Ronald Reagan would see his survival as nothing short of divine intervention. He told this to his
children Maureen and Michael, and also shared it with sources as diverse as Billy Graham, Mother
Teresa, Michael Deaver, Cardinal Terence Cooke, and the Rev. Louis Evans, his pastor at the
National Presbyterian Church.
When he got back to 1600 Pennsylvania Avenue, Reagan recorded that sentiment in his diary.
"Whatever happens now I owe my life to God and will try to serve him in every way I can," he wrote.

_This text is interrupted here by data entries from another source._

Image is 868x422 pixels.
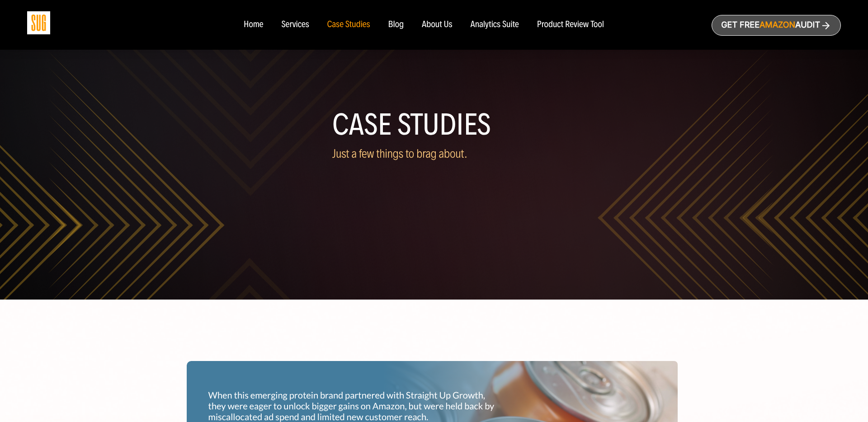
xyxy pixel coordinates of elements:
a: About Us [422,20,453,30]
img: Sug [27,11,50,35]
a: Product Review Tool [537,20,604,30]
a: Analytics Suite [471,20,519,30]
h1: Case Studies [332,111,536,138]
a: Services [281,20,309,30]
span: Amazon [760,20,796,30]
a: Blog [388,20,404,30]
a: Get freeAmazonAudit [712,15,841,36]
a: Home [243,20,263,30]
span: Just a few things to brag about. [332,147,467,161]
a: Case Studies [328,20,371,30]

For Reagan, that service had Cold War


contours. He was convinced that the Soviet
Union was an evil entity that needed to be
consigned to the ash-heap of history. It was a
principal reason why he had sought the
White House. Now, he made victory in the
Cold War his overriding priority.
Incidentally, a year later he would share that
sense with someone else who felt the same
call, Pope John Paul II--who, amazingly, also
barely survived an assassination attempt

near the same time, in May 1981. The two


would meet alone for 50 minutes in the Vatican Library on June 7, 1982, where they shared their
mutual conviction that their lives had been spared for a special purpose--to defeat atheistic Soviet
communism.
And that was precisely what they went on to do.
That was the historical-spiritual force that John Hinckley's revolver unwittingly let loose on March
30, 1981.
It was one of numerous ways that Ronald Reagan's presidency--a consequential one of numerous
accomplishments, foreign and domestic--would impact America and the world.
It was a bullet that changed not only Ronald Reagan's life but his history and the world's history.

Dr. Paul Kengor is professor of political science at Grove City College and executive director of The
Center for Vision & Values. His latest book is 11 Principles of a Reagan Conservative. His other
books include, "The Communist: Frank Marshall Davis, The Untold Story of Barack Obama's Mentor"
(Mercury Ink (July 17, 2012). He is a biographer of Ronald Reagan whose books include "The
Crusader: Ronald Reagan and the Fall of Communism."